Turkey Stamp Duty / Transfer Tax Calculator

Estimate Turkey property transfer taxes and fees before you buy.

Computes Turkey's property acquisition costs — the 4% Tapu harci title-deed fee split between buyer and seller, VAT on new builds at 1/10/20%, and the registry revolving-fund fee — to show the total a buyer pays.

What is Tapu harci?

Tapu harci is Turkey's title-deed transfer fee charged when property ownership changes at the land registry. It is 4% of the declared sale value in total. By law it is split equally, 2% from the buyer and 2% from the seller, although in practice buyers often agree to cover the full 4%.

The Turkey Stamp Duty / Transfer Tax Calculator estimates what it costs to take title to a Turkish property. The headline charge is the Tapu harci — a 4% title-deed fee levied at the land registry — and for new builds there is also VAT (KDV). The tool shows each party’s share and the total a buyer should budget for.

How it works

The Tapu harci is 4% of the value declared at the registry. By law it splits 2% buyer + 2% seller, but because parties frequently agree the buyer pays the whole 4%, the tool lets you choose. The declared value cannot be lower than the municipal assessed value (emlak rayic bedeli), so it should match the real sale price.

For new-build homes bought from a developer, VAT applies on top, at 1%, 10% or 20% depending on the property’s size and type. Resale homes sold between individuals carry no VAT, so the tool drops it entirely for second-hand purchases. A small revolving-fund registry fee rounds out the buyer’s total.

Buyer total = buyer’s share of the 4% Tapu harci + VAT on a new build + the registry fee.

Example and notes

On a 3,000,000 TRY resale home, the total Tapu harci is 3,000,000 × 4% = 120,000 TRY. Split the default way, buyer and seller each pay 60,000 TRY; if the buyer covers the full fee they pay 120,000 TRY. A new build at the same value with 20% VAT would add 600,000 TRY of KDV on top.

This is an estimate. Rates and VAT bands change, foreign buyers face extra valuation and currency rules, and notary costs vary. Confirm the current figures with a notary or land-registry office before completing.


THE PROBLEM: Before you return the entries below, strip out the pictures and keep all else exact.

EXTRACTED ENTRIES:
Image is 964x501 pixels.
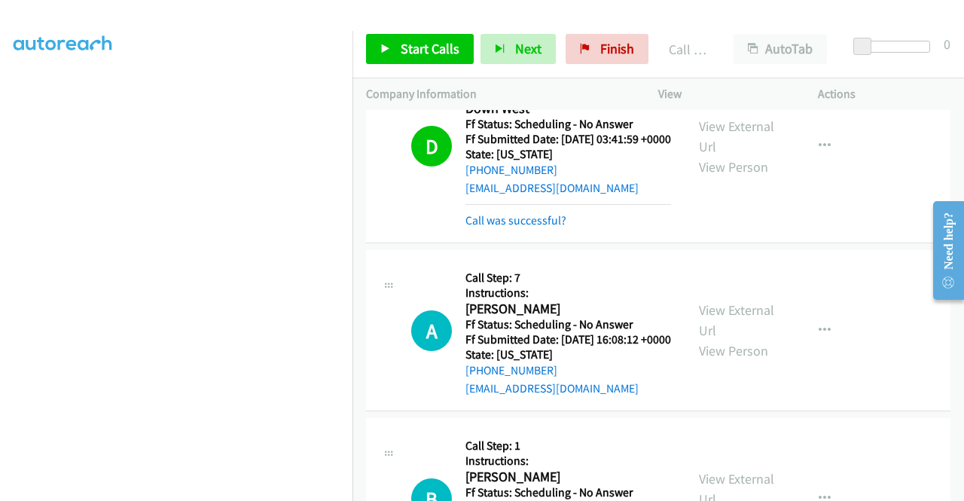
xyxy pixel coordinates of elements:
[734,34,827,64] button: AutoTab
[466,347,671,362] h5: State: [US_STATE]
[466,213,566,227] a: Call was successful?
[411,310,452,351] div: The call is yet to be attempted
[466,381,639,395] a: [EMAIL_ADDRESS][DOMAIN_NAME]
[658,85,791,103] p: View
[401,40,459,57] span: Start Calls
[699,342,768,359] a: View Person
[466,317,671,332] h5: Ff Status: Scheduling - No Answer
[466,438,671,453] h5: Call Step: 1
[515,40,542,57] span: Next
[466,117,671,132] h5: Ff Status: Scheduling - No Answer
[600,40,634,57] span: Finish
[466,147,671,162] h5: State: [US_STATE]
[366,85,631,103] p: Company Information
[944,34,951,54] div: 0
[466,270,671,285] h5: Call Step: 7
[669,39,707,60] p: Call Completed
[699,118,774,155] a: View External Url
[466,469,667,486] h2: [PERSON_NAME]
[466,485,671,500] h5: Ff Status: Scheduling - No Answer
[411,310,452,351] h1: A
[411,126,452,166] h1: D
[818,85,951,103] p: Actions
[699,158,768,176] a: View Person
[466,363,557,377] a: [PHONE_NUMBER]
[466,285,671,301] h5: Instructions:
[481,34,556,64] button: Next
[699,301,774,339] a: View External Url
[921,191,964,310] iframe: Resource Center
[466,132,671,147] h5: Ff Submitted Date: [DATE] 03:41:59 +0000
[466,332,671,347] h5: Ff Submitted Date: [DATE] 16:08:12 +0000
[366,34,474,64] a: Start Calls
[466,301,667,318] h2: [PERSON_NAME]
[466,453,671,469] h5: Instructions:
[566,34,649,64] a: Finish
[466,181,639,195] a: [EMAIL_ADDRESS][DOMAIN_NAME]
[466,163,557,177] a: [PHONE_NUMBER]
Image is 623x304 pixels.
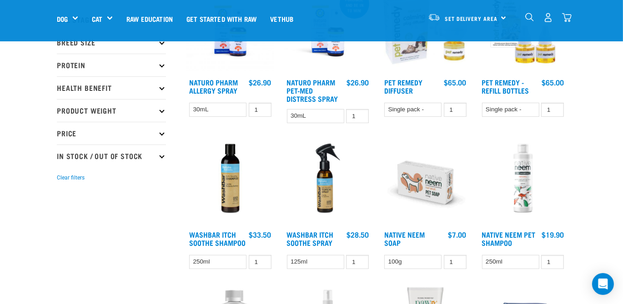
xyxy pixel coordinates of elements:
[562,13,572,22] img: home-icon@2x.png
[384,80,423,92] a: Pet Remedy Diffuser
[541,103,564,117] input: 1
[263,0,300,37] a: Vethub
[543,13,553,22] img: user.png
[57,76,166,99] p: Health Benefit
[249,231,272,239] div: $33.50
[444,78,467,86] div: $65.00
[57,122,166,145] p: Price
[189,80,238,92] a: Naturo Pharm Allergy Spray
[482,80,529,92] a: Pet Remedy - Refill Bottles
[57,99,166,122] p: Product Weight
[187,140,274,226] img: Wash Bar Itch Soothe Shampoo
[542,231,564,239] div: $19.90
[287,80,338,101] a: Naturo Pharm Pet-Med Distress Spray
[347,231,369,239] div: $28.50
[541,255,564,269] input: 1
[57,14,68,24] a: Dog
[346,109,369,123] input: 1
[180,0,263,37] a: Get started with Raw
[428,13,440,21] img: van-moving.png
[285,140,372,226] img: Wash Bar Itch Soothe Topical Spray
[189,232,246,245] a: WashBar Itch Soothe Shampoo
[482,232,536,245] a: Native Neem Pet Shampoo
[120,0,180,37] a: Raw Education
[57,54,166,76] p: Protein
[542,78,564,86] div: $65.00
[444,103,467,117] input: 1
[249,78,272,86] div: $26.90
[444,255,467,269] input: 1
[384,232,425,245] a: Native Neem Soap
[57,31,166,54] p: Breed Size
[448,231,467,239] div: $7.00
[445,17,498,20] span: Set Delivery Area
[287,232,334,245] a: WashBar Itch Soothe Spray
[57,174,85,182] button: Clear filters
[249,255,272,269] input: 1
[480,140,567,226] img: Native Neem Pet Shampoo
[249,103,272,117] input: 1
[525,13,534,21] img: home-icon-1@2x.png
[57,145,166,167] p: In Stock / Out Of Stock
[347,78,369,86] div: $26.90
[346,255,369,269] input: 1
[592,273,614,295] div: Open Intercom Messenger
[92,14,102,24] a: Cat
[382,140,469,226] img: Organic neem pet soap bar 100g green trading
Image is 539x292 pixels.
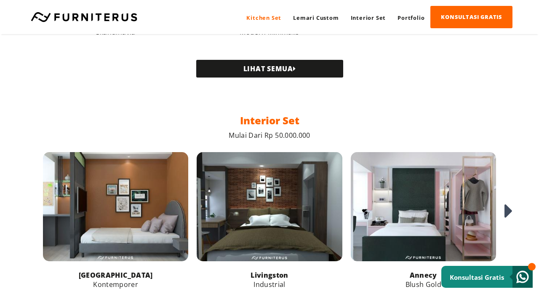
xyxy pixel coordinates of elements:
p: [GEOGRAPHIC_DATA] [43,271,188,280]
a: Lemari Custom [287,6,345,29]
p: Kontemporer [43,280,188,289]
p: Mulai Dari Rp 50.000.000 [43,131,496,140]
a: KONSULTASI GRATIS [431,6,513,28]
h2: Interior Set [43,113,496,127]
a: Kitchen Set [241,6,287,29]
p: Annecy [351,271,496,280]
p: Blush Gold [351,280,496,289]
a: LIHAT SEMUA [196,60,343,78]
a: Konsultasi Gratis [442,266,533,288]
a: Interior Set [345,6,392,29]
p: Livingston [197,271,342,280]
small: Konsultasi Gratis [450,273,504,281]
p: Industrial [197,280,342,289]
a: Portfolio [392,6,431,29]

SOLUTION FOR THIS PROBLEM:
Image is 964x501 pixels.
xyxy pixel coordinates of elements:
[734,34,827,64] button: AutoTab
[466,347,671,362] h5: State: [US_STATE]
[466,213,566,227] a: Call was successful?
[411,310,452,351] div: The call is yet to be attempted
[466,381,639,395] a: [EMAIL_ADDRESS][DOMAIN_NAME]
[658,85,791,103] p: View
[401,40,459,57] span: Start Calls
[699,342,768,359] a: View Person
[466,317,671,332] h5: Ff Status: Scheduling - No Answer
[466,438,671,453] h5: Call Step: 1
[515,40,542,57] span: Next
[466,117,671,132] h5: Ff Status: Scheduling - No Answer
[600,40,634,57] span: Finish
[466,147,671,162] h5: State: [US_STATE]
[366,85,631,103] p: Company Information
[944,34,951,54] div: 0
[466,270,671,285] h5: Call Step: 7
[669,39,707,60] p: Call Completed
[699,118,774,155] a: View External Url
[466,469,667,486] h2: [PERSON_NAME]
[466,485,671,500] h5: Ff Status: Scheduling - No Answer
[411,310,452,351] h1: A
[411,126,452,166] h1: D
[818,85,951,103] p: Actions
[699,158,768,176] a: View Person
[466,363,557,377] a: [PHONE_NUMBER]
[466,285,671,301] h5: Instructions:
[481,34,556,64] button: Next
[699,301,774,339] a: View External Url
[921,191,964,310] iframe: Resource Center
[466,132,671,147] h5: Ff Submitted Date: [DATE] 03:41:59 +0000
[466,332,671,347] h5: Ff Submitted Date: [DATE] 16:08:12 +0000
[366,34,474,64] a: Start Calls
[466,301,667,318] h2: [PERSON_NAME]
[466,453,671,469] h5: Instructions:
[566,34,649,64] a: Finish
[466,181,639,195] a: [EMAIL_ADDRESS][DOMAIN_NAME]
[466,163,557,177] a: [PHONE_NUMBER]
Image is 623x304 pixels.
xyxy pixel coordinates of elements:
[562,13,572,22] img: home-icon@2x.png
[384,80,423,92] a: Pet Remedy Diffuser
[541,103,564,117] input: 1
[263,0,300,37] a: Vethub
[543,13,553,22] img: user.png
[57,76,166,99] p: Health Benefit
[249,231,272,239] div: $33.50
[444,78,467,86] div: $65.00
[57,122,166,145] p: Price
[189,80,238,92] a: Naturo Pharm Allergy Spray
[482,80,529,92] a: Pet Remedy - Refill Bottles
[57,99,166,122] p: Product Weight
[187,140,274,226] img: Wash Bar Itch Soothe Shampoo
[542,231,564,239] div: $19.90
[287,80,338,101] a: Naturo Pharm Pet-Med Distress Spray
[347,231,369,239] div: $28.50
[541,255,564,269] input: 1
[57,14,68,24] a: Dog
[346,109,369,123] input: 1
[180,0,263,37] a: Get started with Raw
[428,13,440,21] img: van-moving.png
[285,140,372,226] img: Wash Bar Itch Soothe Topical Spray
[189,232,246,245] a: WashBar Itch Soothe Shampoo
[482,232,536,245] a: Native Neem Pet Shampoo
[120,0,180,37] a: Raw Education
[57,54,166,76] p: Protein
[542,78,564,86] div: $65.00
[444,103,467,117] input: 1
[249,78,272,86] div: $26.90
[444,255,467,269] input: 1
[384,232,425,245] a: Native Neem Soap
[57,31,166,54] p: Breed Size
[448,231,467,239] div: $7.00
[445,17,498,20] span: Set Delivery Area
[287,232,334,245] a: WashBar Itch Soothe Spray
[57,174,85,182] button: Clear filters
[249,255,272,269] input: 1
[480,140,567,226] img: Native Neem Pet Shampoo
[249,103,272,117] input: 1
[525,13,534,21] img: home-icon-1@2x.png
[57,145,166,167] p: In Stock / Out Of Stock
[347,78,369,86] div: $26.90
[346,255,369,269] input: 1
[592,273,614,295] div: Open Intercom Messenger
[92,14,102,24] a: Cat
[382,140,469,226] img: Organic neem pet soap bar 100g green trading
Image is 539x292 pixels.
xyxy pixel coordinates of elements:
p: [GEOGRAPHIC_DATA] [43,271,188,280]
a: Lemari Custom [287,6,345,29]
p: Kontemporer [43,280,188,289]
p: Mulai Dari Rp 50.000.000 [43,131,496,140]
a: KONSULTASI GRATIS [431,6,513,28]
h2: Interior Set [43,113,496,127]
a: Kitchen Set [241,6,287,29]
p: Annecy [351,271,496,280]
p: Blush Gold [351,280,496,289]
a: LIHAT SEMUA [196,60,343,78]
a: Konsultasi Gratis [442,266,533,288]
a: Interior Set [345,6,392,29]
p: Livingston [197,271,342,280]
small: Konsultasi Gratis [450,273,504,281]
p: Industrial [197,280,342,289]
a: Portfolio [392,6,431,29]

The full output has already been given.